In countries where internet censorship and surveillance are government policy, online security is crucial for at-risk users. Journalists, activists, politicians and others with a prominent online presence can face dire consequences for even the websites they browse.
Virtual private networks, or VPNs, are designed to keep users’ data protected from surveillance, but whether they do what they claim is of utmost importance to those whose lives can depend on their effectiveness. The ability of VPNs to protect users also inspires the research of Jedidiah Crandall, an associate professor of computer science at Arizona State University.
Crandall explains that VPNs conceal your internet protocol, or IP, address by linking it to a different server than your own and making it seem as though you’re accessing the internet outside of your normal network.
“VPNs were originally designed to get into a secure network, but companies have repurposed them so you can escape a restrictive internet service provider that you don’t trust and access a free and safe one instead,” Crandall says. “So, the way that people use VPNs today is kind of backwards.”
Crandall notes that this access is helpful when users are worried about their browsing data being monitored though their internet service provider, or ISP, or when users are in a country that censors their internet content.
Resources like OpenVPN, a leading global private network and cybersecurity company, and the most popular resource for commercial VPN services, boast access to tools that quickly and easily connect to private networks and safeguard assets. But Crandall’s research aims to debunk claims of privacy and expose whether VPNs may create a false sense of security for their users.
“We’re really just asking fundamental questions like ‘When you repurpose VPNs in this way, do they actually have the security properties that people expect?’,” he says, reiterating his work’s focus on at-risk users who face severe consequences from censorship and surveillance policies. “The first part of the research we did was looking at the VPN tunnel itself, which is an encrypted tunnel between the VPN server and the client, to see what kind of damage attackers can do from there.”
To discover how attacks can be made, Crandall and a group of researchers simulated a series of attacks from two potential threat paths: client-side, or direct attacks on the user’s devices, and server-side, or attacks on the VPN server accessed by the user’s device. The group detailed their findings in a paper titled “Blind In/On-Path Attacks and Applications to VPNs.”
The team concluded that traffic can still be attacked from the tunnel in the same ways as if a VPN were not being used, with attackers able to redirect connections and serve malware from which users believe a VPN protects them.

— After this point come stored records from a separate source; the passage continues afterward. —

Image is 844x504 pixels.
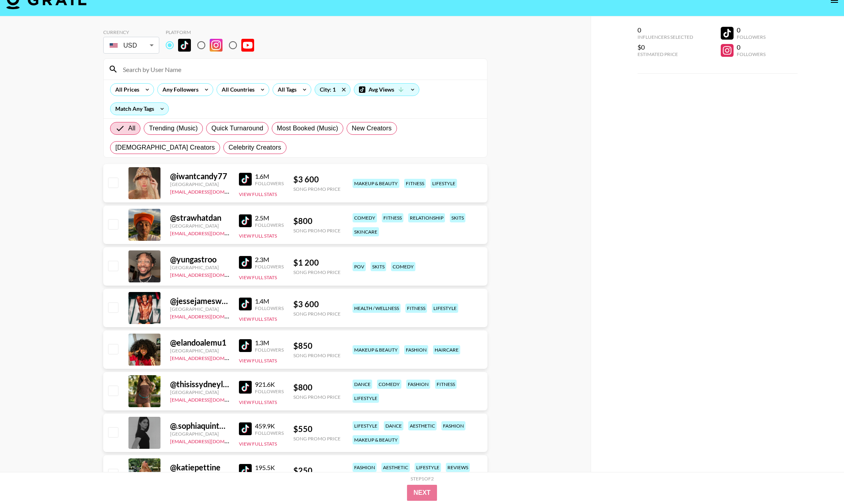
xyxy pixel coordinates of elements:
div: All Prices [110,84,141,95]
div: $ 1 200 [293,258,341,267]
div: 921.6K [255,380,284,389]
div: health / wellness [353,304,401,313]
div: @ katiepettine [170,462,230,472]
div: Song Promo Price [293,435,341,442]
div: Influencers Selected [637,34,693,40]
div: 0 [737,43,765,51]
a: [EMAIL_ADDRESS][DOMAIN_NAME] [170,187,251,195]
span: All [128,124,135,133]
iframe: Drift Widget Chat Controller [804,464,835,495]
div: skits [371,262,387,271]
div: makeup & beauty [353,345,399,354]
img: YouTube [241,39,254,51]
a: [EMAIL_ADDRESS][DOMAIN_NAME] [170,312,251,319]
div: lifestyle [431,304,458,313]
div: comedy [377,379,401,389]
div: dance [383,421,403,431]
div: 0 [737,26,765,34]
div: [GEOGRAPHIC_DATA] [170,181,230,187]
span: Quick Turnaround [211,124,263,133]
div: comedy [353,213,377,222]
div: $ 800 [293,216,341,226]
img: TikTok [239,297,252,311]
span: Celebrity Creators [229,143,282,152]
div: Song Promo Price [293,186,341,192]
button: View Full Stats [239,399,277,405]
div: relationship [408,213,445,222]
div: skincare [353,227,379,237]
div: Platform [166,29,260,35]
div: fashion [353,463,376,472]
div: Estimated Price [637,51,693,58]
div: @ yungastroo [170,255,230,264]
img: TikTok [178,39,191,51]
div: Followers [255,222,284,228]
div: Song Promo Price [293,228,341,233]
div: 1.3M [255,339,284,347]
div: 1.4M [255,297,284,305]
div: @ iwantcandy77 [170,171,230,181]
div: Followers [255,181,284,186]
div: Song Promo Price [293,269,341,275]
div: [GEOGRAPHIC_DATA] [170,431,230,437]
input: Search by User Name [118,63,482,76]
div: 0 [637,26,693,34]
div: $0 [637,43,693,51]
div: Currency [103,29,159,35]
div: Followers [737,34,765,40]
div: [GEOGRAPHIC_DATA] [170,306,230,312]
button: View Full Stats [239,316,277,322]
div: pov [353,262,366,271]
div: 459.9K [255,422,284,430]
div: Followers [255,305,284,312]
button: Next [407,485,437,501]
div: [GEOGRAPHIC_DATA] [170,390,230,395]
div: fitness [382,213,403,222]
a: [EMAIL_ADDRESS][DOMAIN_NAME] [170,437,251,445]
div: Followers [255,430,284,436]
div: makeup & beauty [353,179,399,188]
div: [GEOGRAPHIC_DATA] [170,223,230,229]
div: Song Promo Price [293,311,341,317]
div: USD [105,39,158,52]
div: All Countries [217,84,256,95]
div: fashion [404,345,428,354]
div: comedy [391,262,416,271]
button: View Full Stats [239,441,277,447]
div: fitness [435,379,457,389]
div: @ elandoalemu1 [170,338,230,348]
div: fitness [405,304,427,313]
div: aesthetic [408,421,436,431]
a: [EMAIL_ADDRESS][DOMAIN_NAME] [170,395,251,403]
div: makeup & beauty [353,435,399,445]
div: Followers [255,472,284,478]
div: 1.6M [255,173,284,181]
div: haircare [433,345,460,354]
div: Followers [255,347,284,353]
span: [DEMOGRAPHIC_DATA] Creators [115,143,215,152]
div: City: 1 [315,84,350,95]
div: fashion [442,421,465,431]
img: TikTok [239,256,252,269]
div: Match Any Tags [110,103,169,115]
div: [GEOGRAPHIC_DATA] [170,264,230,271]
img: TikTok [239,423,252,435]
div: $ 850 [293,341,341,351]
img: Instagram [210,39,222,51]
div: fitness [404,179,426,188]
div: Followers [737,51,765,58]
div: reviews [446,463,470,472]
div: All Tags [273,84,298,95]
div: @ .sophiaquintero [170,421,230,431]
div: [GEOGRAPHIC_DATA] [170,348,230,353]
div: fashion [406,379,430,389]
div: @ jessejameswest [170,296,230,306]
div: $ 250 [293,465,341,476]
div: $ 800 [293,383,341,393]
div: lifestyle [353,421,379,431]
span: Trending (Music) [149,124,198,133]
a: [EMAIL_ADDRESS][DOMAIN_NAME] [170,229,251,237]
div: @ thisissydneylint [170,379,230,390]
img: TikTok [239,464,252,477]
div: aesthetic [381,463,409,472]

Now looking at the threat of an attack as possible and not just hypothetical, Crandall collaborated with a team of researchers — including experts from the University of Michigan and Merit Network — on a paper titled “OpenVPN is Open to VPN Fingerprinting” for the 2022 USENIX Security Symposium.
The research addresses how VPN adoption has seen steady growth due to increased public awareness of privacy and surveillance threats and how some governments are attempting to restrict access by identifying connections using deep packet inspection, or DPI, technology, which is commonly used for online eavesdropping and censorship.
The researchers’ efforts won the symposium’s Distinguished Paper Award and first place for the 2022 Internet Defense Prize, sponsored by Meta. As part of the prize, Meta awarded the team $110,000 to continue their research.
“A lot of the credit goes to the team at the University of Michigan, who really spearheaded this research,” Crandall says. “A big part of this work is trying to set the standards of how to bring together different stakeholders so that everyone, from the VPN providers to the users, has the same expectations. But we’re also trying to define what those expectations should be.”
Crandall, his University of Michigan research partner, Roya Ensafi, and Michael Kallitsis of Merit secured a grant of $1.2 million from the National Science Foundation to further their broader research of the VPN ecosystem as a whole. This grant enables them to devote attention to aspects of VPN security and privacy that are in practice but remain severely understudied and unvetted.
“For people around the world, there can be a lot at stake when VPN providers market with false claims about their services. Our research exposed how VPN-based services, including ones marketing thier VPN service as 'invisible' or 'unblockable' can be effectively blocked with little collateral damage,” says Ensafi, an assistant professor of electrical engineering and computer science. “Jed is one of the leading internet censorship researchers who has been focusing on network interference since 2005, so he has been instrumental in moving this research forward.”